Library using a series of redundant techniques to send and receive small amounts of data through censoring firewalls. This is ideal for accessing things like configuration files during the bootrapping phase as circumvention tools first start. Kindling is intended to be used by any circumvention tool written in Go that need to reliably fetch configuration data on startup. It is also designed to be easy for any developer to add a new technique that other tools may benefit from.
The techniques integrated include:
- Domain fronting.
- Proxyless dialing from the Outline SDK that generally bypasses DNS-based and SNI-based blocking (i.e. works particularly well for broadly used services with a lot of IPs that are not IP-blocked)
- DNS tunneling via DNSTT
The idea is to continually add more techniques as they become available such that all tools have access to the most robust library possible for getting on the network quickly and reliably.

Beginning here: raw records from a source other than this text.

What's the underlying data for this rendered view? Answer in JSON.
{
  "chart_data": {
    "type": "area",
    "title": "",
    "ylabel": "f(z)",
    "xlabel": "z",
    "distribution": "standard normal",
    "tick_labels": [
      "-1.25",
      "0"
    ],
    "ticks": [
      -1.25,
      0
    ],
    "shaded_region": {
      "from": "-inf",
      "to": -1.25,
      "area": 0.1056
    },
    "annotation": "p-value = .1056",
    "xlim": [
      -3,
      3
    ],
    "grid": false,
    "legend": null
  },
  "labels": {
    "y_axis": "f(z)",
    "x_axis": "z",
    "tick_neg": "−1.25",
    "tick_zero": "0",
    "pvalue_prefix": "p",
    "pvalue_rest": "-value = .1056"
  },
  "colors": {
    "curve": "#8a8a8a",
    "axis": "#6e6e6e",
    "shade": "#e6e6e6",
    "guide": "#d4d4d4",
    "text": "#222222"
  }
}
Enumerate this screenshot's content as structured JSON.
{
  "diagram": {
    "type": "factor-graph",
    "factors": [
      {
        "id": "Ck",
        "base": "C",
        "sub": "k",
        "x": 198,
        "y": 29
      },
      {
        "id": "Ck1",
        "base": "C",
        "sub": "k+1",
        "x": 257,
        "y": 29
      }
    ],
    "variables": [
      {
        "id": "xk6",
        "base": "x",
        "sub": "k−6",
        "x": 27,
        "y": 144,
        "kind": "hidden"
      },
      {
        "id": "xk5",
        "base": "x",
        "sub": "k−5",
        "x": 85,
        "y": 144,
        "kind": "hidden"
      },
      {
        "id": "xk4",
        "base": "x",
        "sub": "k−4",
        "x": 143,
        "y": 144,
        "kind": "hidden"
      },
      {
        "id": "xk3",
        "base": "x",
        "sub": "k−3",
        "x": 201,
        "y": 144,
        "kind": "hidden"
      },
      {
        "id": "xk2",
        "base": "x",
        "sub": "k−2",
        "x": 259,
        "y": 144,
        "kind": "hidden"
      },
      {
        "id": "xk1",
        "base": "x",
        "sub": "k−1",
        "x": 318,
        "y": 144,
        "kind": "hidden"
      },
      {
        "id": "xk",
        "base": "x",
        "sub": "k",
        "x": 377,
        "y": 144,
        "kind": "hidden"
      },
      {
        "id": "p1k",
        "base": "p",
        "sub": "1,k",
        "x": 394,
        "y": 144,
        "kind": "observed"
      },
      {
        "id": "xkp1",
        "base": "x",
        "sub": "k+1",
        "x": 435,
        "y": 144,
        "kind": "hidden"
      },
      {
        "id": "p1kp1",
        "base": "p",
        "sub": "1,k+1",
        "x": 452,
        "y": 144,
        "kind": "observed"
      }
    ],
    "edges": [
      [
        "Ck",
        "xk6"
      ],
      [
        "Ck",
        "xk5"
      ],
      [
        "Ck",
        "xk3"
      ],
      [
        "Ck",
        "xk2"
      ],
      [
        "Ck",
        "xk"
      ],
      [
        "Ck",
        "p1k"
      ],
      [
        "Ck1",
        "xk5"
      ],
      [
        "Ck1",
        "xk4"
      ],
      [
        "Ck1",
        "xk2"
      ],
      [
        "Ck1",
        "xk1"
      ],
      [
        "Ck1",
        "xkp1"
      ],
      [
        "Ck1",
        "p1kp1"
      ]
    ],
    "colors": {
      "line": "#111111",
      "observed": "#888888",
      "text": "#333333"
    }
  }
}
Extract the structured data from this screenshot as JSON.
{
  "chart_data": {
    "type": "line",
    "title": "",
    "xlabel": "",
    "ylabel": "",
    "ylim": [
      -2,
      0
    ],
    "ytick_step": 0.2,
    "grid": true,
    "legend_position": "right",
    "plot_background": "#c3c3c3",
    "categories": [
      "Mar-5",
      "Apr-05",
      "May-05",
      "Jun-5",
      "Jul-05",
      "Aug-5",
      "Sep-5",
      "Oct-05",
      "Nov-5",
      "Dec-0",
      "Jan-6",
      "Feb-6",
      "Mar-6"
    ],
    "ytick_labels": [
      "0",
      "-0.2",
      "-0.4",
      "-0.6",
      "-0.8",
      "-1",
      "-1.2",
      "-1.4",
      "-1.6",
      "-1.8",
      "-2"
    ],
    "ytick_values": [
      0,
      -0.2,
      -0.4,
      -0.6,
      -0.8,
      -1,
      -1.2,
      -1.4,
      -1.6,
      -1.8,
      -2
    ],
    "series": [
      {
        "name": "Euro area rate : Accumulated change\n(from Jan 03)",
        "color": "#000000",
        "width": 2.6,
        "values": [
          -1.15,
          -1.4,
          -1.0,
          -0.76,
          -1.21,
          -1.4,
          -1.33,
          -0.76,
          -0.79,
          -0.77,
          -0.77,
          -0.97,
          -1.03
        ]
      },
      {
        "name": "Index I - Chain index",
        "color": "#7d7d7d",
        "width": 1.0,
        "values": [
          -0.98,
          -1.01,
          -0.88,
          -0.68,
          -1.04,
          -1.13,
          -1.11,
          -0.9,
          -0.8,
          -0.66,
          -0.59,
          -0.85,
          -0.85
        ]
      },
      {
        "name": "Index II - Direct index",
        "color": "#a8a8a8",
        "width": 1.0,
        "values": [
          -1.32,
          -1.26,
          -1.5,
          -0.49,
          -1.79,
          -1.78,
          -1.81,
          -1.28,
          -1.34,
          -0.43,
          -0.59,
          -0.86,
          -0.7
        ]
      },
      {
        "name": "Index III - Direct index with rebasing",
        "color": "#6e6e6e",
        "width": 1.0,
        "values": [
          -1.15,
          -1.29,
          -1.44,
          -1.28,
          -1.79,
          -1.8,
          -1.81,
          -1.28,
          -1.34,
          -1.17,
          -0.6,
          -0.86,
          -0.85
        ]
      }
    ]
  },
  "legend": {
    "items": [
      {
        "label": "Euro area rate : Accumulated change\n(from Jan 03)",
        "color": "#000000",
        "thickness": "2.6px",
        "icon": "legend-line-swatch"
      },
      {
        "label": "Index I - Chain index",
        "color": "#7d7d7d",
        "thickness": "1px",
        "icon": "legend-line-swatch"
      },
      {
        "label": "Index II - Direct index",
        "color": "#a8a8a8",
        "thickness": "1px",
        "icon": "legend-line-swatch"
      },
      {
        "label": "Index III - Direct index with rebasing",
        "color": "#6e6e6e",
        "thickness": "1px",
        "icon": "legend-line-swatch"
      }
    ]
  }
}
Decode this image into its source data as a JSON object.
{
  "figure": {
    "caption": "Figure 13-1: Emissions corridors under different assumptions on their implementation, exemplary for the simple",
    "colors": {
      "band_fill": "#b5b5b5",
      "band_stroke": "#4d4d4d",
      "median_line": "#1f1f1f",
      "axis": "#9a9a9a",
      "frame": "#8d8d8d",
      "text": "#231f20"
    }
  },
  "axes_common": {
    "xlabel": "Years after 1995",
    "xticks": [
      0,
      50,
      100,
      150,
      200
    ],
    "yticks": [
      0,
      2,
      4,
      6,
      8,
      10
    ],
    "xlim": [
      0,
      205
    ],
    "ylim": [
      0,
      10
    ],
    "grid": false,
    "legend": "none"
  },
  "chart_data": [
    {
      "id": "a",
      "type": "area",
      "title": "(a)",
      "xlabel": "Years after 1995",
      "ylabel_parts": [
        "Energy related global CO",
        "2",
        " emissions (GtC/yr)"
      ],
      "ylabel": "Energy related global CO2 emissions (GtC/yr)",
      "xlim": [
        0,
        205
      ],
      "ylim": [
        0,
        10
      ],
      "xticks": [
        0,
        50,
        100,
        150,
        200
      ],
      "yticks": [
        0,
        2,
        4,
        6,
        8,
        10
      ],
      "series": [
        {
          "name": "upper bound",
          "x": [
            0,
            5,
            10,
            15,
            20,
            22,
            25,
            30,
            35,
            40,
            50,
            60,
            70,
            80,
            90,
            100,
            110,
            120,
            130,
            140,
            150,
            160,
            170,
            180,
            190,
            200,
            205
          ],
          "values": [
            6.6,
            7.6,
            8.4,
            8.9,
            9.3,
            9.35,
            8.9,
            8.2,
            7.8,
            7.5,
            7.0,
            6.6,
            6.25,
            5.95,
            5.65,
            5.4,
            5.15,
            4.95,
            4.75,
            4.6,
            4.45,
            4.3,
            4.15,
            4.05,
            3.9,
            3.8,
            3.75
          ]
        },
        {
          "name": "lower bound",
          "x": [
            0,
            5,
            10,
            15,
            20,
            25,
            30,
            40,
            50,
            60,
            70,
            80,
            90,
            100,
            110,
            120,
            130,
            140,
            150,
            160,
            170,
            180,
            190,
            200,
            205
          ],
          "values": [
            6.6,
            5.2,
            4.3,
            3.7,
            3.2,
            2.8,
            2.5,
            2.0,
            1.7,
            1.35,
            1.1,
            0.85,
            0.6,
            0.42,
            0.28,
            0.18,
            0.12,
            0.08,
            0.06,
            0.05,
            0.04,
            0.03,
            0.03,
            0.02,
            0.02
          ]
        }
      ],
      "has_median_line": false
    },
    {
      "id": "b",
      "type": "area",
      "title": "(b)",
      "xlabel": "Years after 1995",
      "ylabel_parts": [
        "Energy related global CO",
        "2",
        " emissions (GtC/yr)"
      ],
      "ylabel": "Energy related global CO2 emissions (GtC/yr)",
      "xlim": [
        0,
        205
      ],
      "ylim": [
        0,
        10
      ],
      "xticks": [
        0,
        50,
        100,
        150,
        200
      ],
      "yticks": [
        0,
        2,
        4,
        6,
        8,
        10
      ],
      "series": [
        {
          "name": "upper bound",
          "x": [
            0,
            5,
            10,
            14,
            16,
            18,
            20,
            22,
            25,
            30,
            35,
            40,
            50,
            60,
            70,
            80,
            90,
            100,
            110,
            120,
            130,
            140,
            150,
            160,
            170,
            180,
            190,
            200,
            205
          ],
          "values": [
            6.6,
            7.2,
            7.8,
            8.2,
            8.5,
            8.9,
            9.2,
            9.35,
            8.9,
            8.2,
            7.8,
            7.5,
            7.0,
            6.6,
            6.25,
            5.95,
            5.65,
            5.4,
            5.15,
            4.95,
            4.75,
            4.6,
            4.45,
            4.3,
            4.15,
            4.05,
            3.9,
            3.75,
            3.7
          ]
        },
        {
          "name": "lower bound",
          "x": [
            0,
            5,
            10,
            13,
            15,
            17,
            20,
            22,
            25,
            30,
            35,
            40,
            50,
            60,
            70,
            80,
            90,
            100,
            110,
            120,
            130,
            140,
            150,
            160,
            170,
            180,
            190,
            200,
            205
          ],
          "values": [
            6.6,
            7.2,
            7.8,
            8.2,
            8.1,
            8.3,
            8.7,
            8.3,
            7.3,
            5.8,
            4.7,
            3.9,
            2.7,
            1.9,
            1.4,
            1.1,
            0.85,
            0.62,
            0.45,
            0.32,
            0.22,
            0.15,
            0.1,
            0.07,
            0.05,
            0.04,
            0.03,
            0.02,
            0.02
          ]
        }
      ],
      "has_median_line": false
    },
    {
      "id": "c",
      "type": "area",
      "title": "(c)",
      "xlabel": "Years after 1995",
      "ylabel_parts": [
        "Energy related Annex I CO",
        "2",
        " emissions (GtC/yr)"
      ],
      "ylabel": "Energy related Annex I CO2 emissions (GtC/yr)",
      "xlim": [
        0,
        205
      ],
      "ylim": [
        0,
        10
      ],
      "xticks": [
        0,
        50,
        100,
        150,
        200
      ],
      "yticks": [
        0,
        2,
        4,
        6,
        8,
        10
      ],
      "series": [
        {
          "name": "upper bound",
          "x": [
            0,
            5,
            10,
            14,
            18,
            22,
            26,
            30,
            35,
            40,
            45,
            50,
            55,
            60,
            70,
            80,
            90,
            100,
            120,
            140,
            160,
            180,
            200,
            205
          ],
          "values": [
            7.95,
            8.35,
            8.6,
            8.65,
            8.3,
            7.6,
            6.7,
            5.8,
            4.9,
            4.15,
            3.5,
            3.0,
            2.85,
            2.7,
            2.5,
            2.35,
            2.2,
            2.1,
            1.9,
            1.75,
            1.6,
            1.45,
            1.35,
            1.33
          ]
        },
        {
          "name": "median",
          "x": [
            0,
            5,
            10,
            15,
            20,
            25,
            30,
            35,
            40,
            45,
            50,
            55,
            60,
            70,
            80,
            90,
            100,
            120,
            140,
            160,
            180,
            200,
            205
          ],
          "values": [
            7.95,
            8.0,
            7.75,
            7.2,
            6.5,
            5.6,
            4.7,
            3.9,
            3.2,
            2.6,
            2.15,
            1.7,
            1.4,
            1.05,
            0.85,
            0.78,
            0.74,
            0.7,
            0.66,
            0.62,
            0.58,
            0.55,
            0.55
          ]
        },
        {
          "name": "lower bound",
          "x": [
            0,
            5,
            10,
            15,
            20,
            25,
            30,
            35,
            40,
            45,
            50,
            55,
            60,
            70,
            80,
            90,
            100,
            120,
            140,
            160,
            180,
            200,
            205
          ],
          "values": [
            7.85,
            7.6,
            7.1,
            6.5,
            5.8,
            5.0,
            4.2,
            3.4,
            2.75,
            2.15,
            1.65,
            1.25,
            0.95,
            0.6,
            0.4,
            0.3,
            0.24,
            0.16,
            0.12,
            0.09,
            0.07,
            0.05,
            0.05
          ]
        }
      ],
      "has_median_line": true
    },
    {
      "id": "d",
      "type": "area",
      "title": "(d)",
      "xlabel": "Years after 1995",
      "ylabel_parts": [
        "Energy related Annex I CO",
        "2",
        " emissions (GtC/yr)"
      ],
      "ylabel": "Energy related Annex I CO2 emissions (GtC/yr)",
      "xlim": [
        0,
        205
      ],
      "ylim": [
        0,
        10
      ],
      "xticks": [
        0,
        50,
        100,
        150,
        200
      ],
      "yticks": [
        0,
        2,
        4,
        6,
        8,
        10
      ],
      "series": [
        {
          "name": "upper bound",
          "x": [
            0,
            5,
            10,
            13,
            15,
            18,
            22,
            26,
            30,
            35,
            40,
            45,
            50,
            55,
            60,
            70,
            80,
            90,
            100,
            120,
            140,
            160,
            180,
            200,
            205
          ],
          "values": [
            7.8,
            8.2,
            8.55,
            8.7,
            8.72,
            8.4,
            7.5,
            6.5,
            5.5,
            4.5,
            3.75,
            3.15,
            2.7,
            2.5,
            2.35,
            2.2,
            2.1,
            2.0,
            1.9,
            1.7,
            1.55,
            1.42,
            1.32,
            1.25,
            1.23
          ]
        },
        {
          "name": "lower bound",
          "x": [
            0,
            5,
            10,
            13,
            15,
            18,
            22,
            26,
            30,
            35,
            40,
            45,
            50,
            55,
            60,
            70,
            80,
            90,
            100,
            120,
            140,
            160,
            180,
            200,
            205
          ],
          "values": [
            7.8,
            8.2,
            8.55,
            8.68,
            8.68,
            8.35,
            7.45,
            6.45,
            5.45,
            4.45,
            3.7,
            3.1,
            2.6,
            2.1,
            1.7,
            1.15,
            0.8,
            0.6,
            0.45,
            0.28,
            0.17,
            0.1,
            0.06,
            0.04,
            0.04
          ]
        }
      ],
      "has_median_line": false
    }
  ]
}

k := kindling.NewKindling(
"myapp",
kindling.WithDomainFronting("https://raw.githubusercontent.com/getlantern/fronted/refs/heads/main/fronted.yaml.gz"),
kindling.WithProxyless("raw.githubusercontent.com"),
kindling.WithDNSTunnel(newDNSTT()),
)
httpClient := k.NewHTTPClient()
All you really need to do is to return an http.RoundTripper
from whatever library you're adding. Then you simply need to add a method in kindling.go
to allow callers to configure the new method. For DNS tunneling, for example, that method is as follows:
func WithDNSTunnel(d dnstt.DNSTT) Option {
return newOption(func(k *kindling) {
log.Info("Setting DNS tunnel")
if d == nil {
log.Error("DNSTT instance is nil")
return
}
k.roundTripperGenerators = append(k.roundTripperGenerators, namedDialer("dnstt", d.NewRoundTripper))
})
}
It is also important to document any steps that kindling users must take in order to make the technique operational, if any. Does it require server-side components, for example?
Otherwise, just open a pull request, and we'll take it for a spin and will integrate it as soon as possible.